Retirement age out of date, but raising it could harm less educated
Based on the overall increase in lifespan, the age to receive full Social Security benefits should be closer to 70 — but increasing the retirement age would mean groups with lower life expectancy would suffer, says a UIC researcher on aging.
“We’re living longer and healthier than ever before, but the statutory age of retirement for receiving Social Security benefits doesn’t reflect that,” says S. Jay Olshansky, professor of epidemiology, lead author for a report published in Daedalus, the journal of the American Academy of Arts and Sciences.
“But raising the age of retirement would further exacerbate disparities in Social Security entitlements and place increased financial burdens on populations with lower life expectancies.”
When Social Security was enacted in 1935, the age of full retirement was set at 65. Back then, a 25-year-old had a 62.4 percent chance of living to retirement age, and a 65-year-old retiree lived, on average, for another 12.6 years.
“If we calculated retirement age using the same ratio of retired to working years present in 1935, the age of eligibility for full benefits today would be close to 70 years old, and the age for early retirement would be 66.5 years old,” Olshansky said.
Previous research has shown that level of education and longevity are linked. In 2008, only 74.4 percent of 25 year olds who had less than a high school education survived to age 65, while 92.1 percent of their peers with a college degree or its equivalent years of education would do so.
Higher levels of education are associated with higher income, access to better health care and nutrition, better odds of survival to age 65 and longer post-retirement life expectancies.
This means people in population groups with lower life expectancies would continue to pay into Social Security the same as anyone else, while becoming even less likely than they already are to live to see retirement. Those who do reach retirement would draw benefits for even fewer years, as compared to other groups.
From the beginning of Social Security, the age of retirement was intended to be adjusted periodically as life expectancy increased. But, Olshansky said, the few adjustments that have been made have been “too little, too late.”
Olshansky says he and his co-authors do not recommend an adjustment in Social Security based solely on recent changes in longevity.
“Additional reforms would be needed to minimize disparities that would be worsened if the age of retirement were increased,” he said.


> [TASK DESCRIPTION]
The task calls for every entry to be printed word for word, without the images.

> [THE RECORDS]
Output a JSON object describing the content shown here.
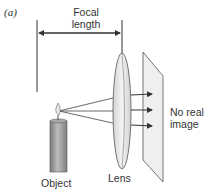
{
  "panel_label": "(a)",
  "labels": {
    "focal_length_line1": "Focal",
    "focal_length_line2": "length",
    "object": "Object",
    "lens": "Lens",
    "no_real_image_line1": "No real",
    "no_real_image_line2": "image"
  },
  "colors": {
    "line": "#333333",
    "lens_fill": "#e6e6e6",
    "screen_fill": "#efefef",
    "candle_fill": "#9a9a9a"
  }
}
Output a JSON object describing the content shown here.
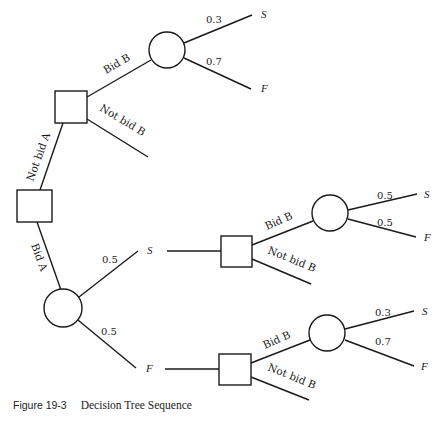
{
  "diagram": {
    "type": "decision-tree",
    "nodes": {
      "root_decision": {
        "kind": "decision"
      },
      "not_bid_a_decision": {
        "kind": "decision"
      },
      "bid_b_chance_top": {
        "kind": "chance"
      },
      "bid_a_chance": {
        "kind": "chance"
      },
      "after_success_decision": {
        "kind": "decision"
      },
      "after_failure_decision": {
        "kind": "decision"
      },
      "bid_b_chance_after_success": {
        "kind": "chance"
      },
      "bid_b_chance_after_failure": {
        "kind": "chance"
      }
    },
    "labels": {
      "not_bid_a": "Not bid A",
      "bid_a": "Bid A",
      "top_bid_b": "Bid B",
      "top_not_bid_b": "Not bid B",
      "top_prob_s": "0.3",
      "top_prob_f": "0.7",
      "top_term_s": "S",
      "top_term_f": "F",
      "a_prob_s": "0.5",
      "a_prob_f": "0.5",
      "a_outcome_s": "S",
      "a_outcome_f": "F",
      "mid_bid_b": "Bid B",
      "mid_not_bid_b": "Not bid B",
      "mid_prob_s": "0.5",
      "mid_prob_f": "0.5",
      "mid_term_s": "S",
      "mid_term_f": "F",
      "bot_bid_b": "Bid B",
      "bot_not_bid_b": "Not bid B",
      "bot_prob_s": "0.3",
      "bot_prob_f": "0.7",
      "bot_term_s": "S",
      "bot_term_f": "F"
    }
  },
  "caption": {
    "number": "Figure 19-3",
    "title": "Decision Tree Sequence"
  }
}
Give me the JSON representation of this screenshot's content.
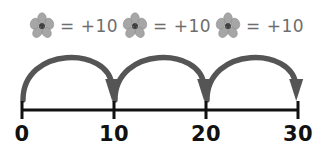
{
  "diagram": {
    "type": "number-line-skip-counting",
    "background_color": "#ffffff",
    "colors": {
      "arc": "#555555",
      "axis": "#111111",
      "legend_text": "#6e6e6e",
      "axis_label": "#111111",
      "flower_petal": "#a6a6a6",
      "flower_petal_edge": "#8a8a8a",
      "flower_center": "#4a4a4a"
    },
    "legend": {
      "items": [
        {
          "icon": "flower-icon",
          "text": "= +10",
          "value": 10
        },
        {
          "icon": "flower-icon",
          "text": "= +10",
          "value": 10
        },
        {
          "icon": "flower-icon",
          "text": "= +10",
          "value": 10
        }
      ]
    },
    "number_line": {
      "ticks": [
        {
          "label": "0",
          "value": 0
        },
        {
          "label": "10",
          "value": 10
        },
        {
          "label": "20",
          "value": 20
        },
        {
          "label": "30",
          "value": 30
        }
      ],
      "range": [
        0,
        30
      ],
      "step": 10
    },
    "jumps": [
      {
        "from": 0,
        "to": 10,
        "label": "+10",
        "direction": "right"
      },
      {
        "from": 10,
        "to": 20,
        "label": "+10",
        "direction": "right"
      },
      {
        "from": 20,
        "to": 30,
        "label": "+10",
        "direction": "right"
      }
    ]
  }
}
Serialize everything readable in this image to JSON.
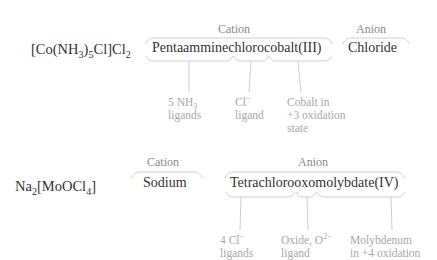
{
  "examples": [
    {
      "formula": {
        "base": "[Co(NH",
        "sub1": "3",
        "mid": ")",
        "sub2": "5",
        "rest": "Cl]Cl",
        "sub3": "2"
      },
      "groups": [
        {
          "label": "Cation",
          "name": "Pentaamminechlorocobalt(III)"
        },
        {
          "label": "Anion",
          "name": "Chloride"
        }
      ],
      "segments": [
        "Pentaammine",
        "chloro",
        "cobalt(III)"
      ],
      "notes": [
        {
          "line1_a": "5 NH",
          "line1_sub": "3",
          "line2": "ligands"
        },
        {
          "line1_a": "Cl",
          "line1_sup": "−",
          "line2": "ligand"
        },
        {
          "line1_a": "Cobalt in",
          "line2": "+3 oxidation",
          "line3": "state"
        }
      ]
    },
    {
      "formula": {
        "base": "Na",
        "sub1": "2",
        "rest": "[MoOCl",
        "sub2": "4",
        "end": "]"
      },
      "groups": [
        {
          "label": "Cation",
          "name": "Sodium"
        },
        {
          "label": "Anion",
          "name": "Tetrachlorooxomolybdate(IV)"
        }
      ],
      "segments": [
        "Tetrachloro",
        "oxo",
        "molybdate(IV)"
      ],
      "notes": [
        {
          "line1_a": "4 Cl",
          "line1_sup": "−",
          "line2": "ligands"
        },
        {
          "line1_a": "Oxide, O",
          "line1_sup": "2−",
          "line2": "ligand"
        },
        {
          "line1_a": "Molybdenum",
          "line2": "in +4 oxidation"
        }
      ]
    }
  ]
}
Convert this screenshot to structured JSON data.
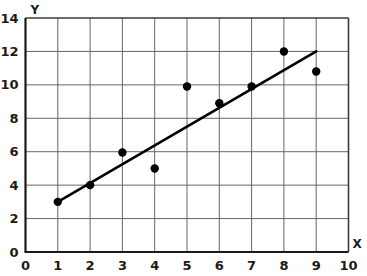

> [WRITTEN ANSWER]
Output a JSON object describing the content shown here.
{
  "panel_label": "(a)",
  "labels": {
    "focal_length_line1": "Focal",
    "focal_length_line2": "length",
    "object": "Object",
    "lens": "Lens",
    "no_real_image_line1": "No real",
    "no_real_image_line2": "image"
  },
  "colors": {
    "line": "#333333",
    "lens_fill": "#e6e6e6",
    "screen_fill": "#efefef",
    "candle_fill": "#9a9a9a"
  }
}
Output a JSON object describing the content shown here.
{
  "diagram": {
    "type": "decision-tree",
    "nodes": {
      "root_decision": {
        "kind": "decision"
      },
      "not_bid_a_decision": {
        "kind": "decision"
      },
      "bid_b_chance_top": {
        "kind": "chance"
      },
      "bid_a_chance": {
        "kind": "chance"
      },
      "after_success_decision": {
        "kind": "decision"
      },
      "after_failure_decision": {
        "kind": "decision"
      },
      "bid_b_chance_after_success": {
        "kind": "chance"
      },
      "bid_b_chance_after_failure": {
        "kind": "chance"
      }
    },
    "labels": {
      "not_bid_a": "Not bid A",
      "bid_a": "Bid A",
      "top_bid_b": "Bid B",
      "top_not_bid_b": "Not bid B",
      "top_prob_s": "0.3",
      "top_prob_f": "0.7",
      "top_term_s": "S",
      "top_term_f": "F",
      "a_prob_s": "0.5",
      "a_prob_f": "0.5",
      "a_outcome_s": "S",
      "a_outcome_f": "F",
      "mid_bid_b": "Bid B",
      "mid_not_bid_b": "Not bid B",
      "mid_prob_s": "0.5",
      "mid_prob_f": "0.5",
      "mid_term_s": "S",
      "mid_term_f": "F",
      "bot_bid_b": "Bid B",
      "bot_not_bid_b": "Not bid B",
      "bot_prob_s": "0.3",
      "bot_prob_f": "0.7",
      "bot_term_s": "S",
      "bot_term_f": "F"
    }
  },
  "caption": {
    "number": "Figure 19-3",
    "title": "Decision Tree Sequence"
  }
}
Give me the JSON representation of this screenshot's content.
{
  "diagram": {
    "type": "number-line-skip-counting",
    "background_color": "#ffffff",
    "colors": {
      "arc": "#555555",
      "axis": "#111111",
      "legend_text": "#6e6e6e",
      "axis_label": "#111111",
      "flower_petal": "#a6a6a6",
      "flower_petal_edge": "#8a8a8a",
      "flower_center": "#4a4a4a"
    },
    "legend": {
      "items": [
        {
          "icon": "flower-icon",
          "text": "= +10",
          "value": 10
        },
        {
          "icon": "flower-icon",
          "text": "= +10",
          "value": 10
        },
        {
          "icon": "flower-icon",
          "text": "= +10",
          "value": 10
        }
      ]
    },
    "number_line": {
      "ticks": [
        {
          "label": "0",
          "value": 0
        },
        {
          "label": "10",
          "value": 10
        },
        {
          "label": "20",
          "value": 20
        },
        {
          "label": "30",
          "value": 30
        }
      ],
      "range": [
        0,
        30
      ],
      "step": 10
    },
    "jumps": [
      {
        "from": 0,
        "to": 10,
        "label": "+10",
        "direction": "right"
      },
      {
        "from": 10,
        "to": 20,
        "label": "+10",
        "direction": "right"
      },
      {
        "from": 20,
        "to": 30,
        "label": "+10",
        "direction": "right"
      }
    ]
  }
}
Serialize everything readable in this image to JSON.
{
  "examples": [
    {
      "formula": {
        "base": "[Co(NH",
        "sub1": "3",
        "mid": ")",
        "sub2": "5",
        "rest": "Cl]Cl",
        "sub3": "2"
      },
      "groups": [
        {
          "label": "Cation",
          "name": "Pentaamminechlorocobalt(III)"
        },
        {
          "label": "Anion",
          "name": "Chloride"
        }
      ],
      "segments": [
        "Pentaammine",
        "chloro",
        "cobalt(III)"
      ],
      "notes": [
        {
          "line1_a": "5 NH",
          "line1_sub": "3",
          "line2": "ligands"
        },
        {
          "line1_a": "Cl",
          "line1_sup": "−",
          "line2": "ligand"
        },
        {
          "line1_a": "Cobalt in",
          "line2": "+3 oxidation",
          "line3": "state"
        }
      ]
    },
    {
      "formula": {
        "base": "Na",
        "sub1": "2",
        "rest": "[MoOCl",
        "sub2": "4",
        "end": "]"
      },
      "groups": [
        {
          "label": "Cation",
          "name": "Sodium"
        },
        {
          "label": "Anion",
          "name": "Tetrachlorooxomolybdate(IV)"
        }
      ],
      "segments": [
        "Tetrachloro",
        "oxo",
        "molybdate(IV)"
      ],
      "notes": [
        {
          "line1_a": "4 Cl",
          "line1_sup": "−",
          "line2": "ligands"
        },
        {
          "line1_a": "Oxide, O",
          "line1_sup": "2−",
          "line2": "ligand"
        },
        {
          "line1_a": "Molybdenum",
          "line2": "in +4 oxidation"
        }
      ]
    }
  ]
}
Convert this screenshot to structured JSON data.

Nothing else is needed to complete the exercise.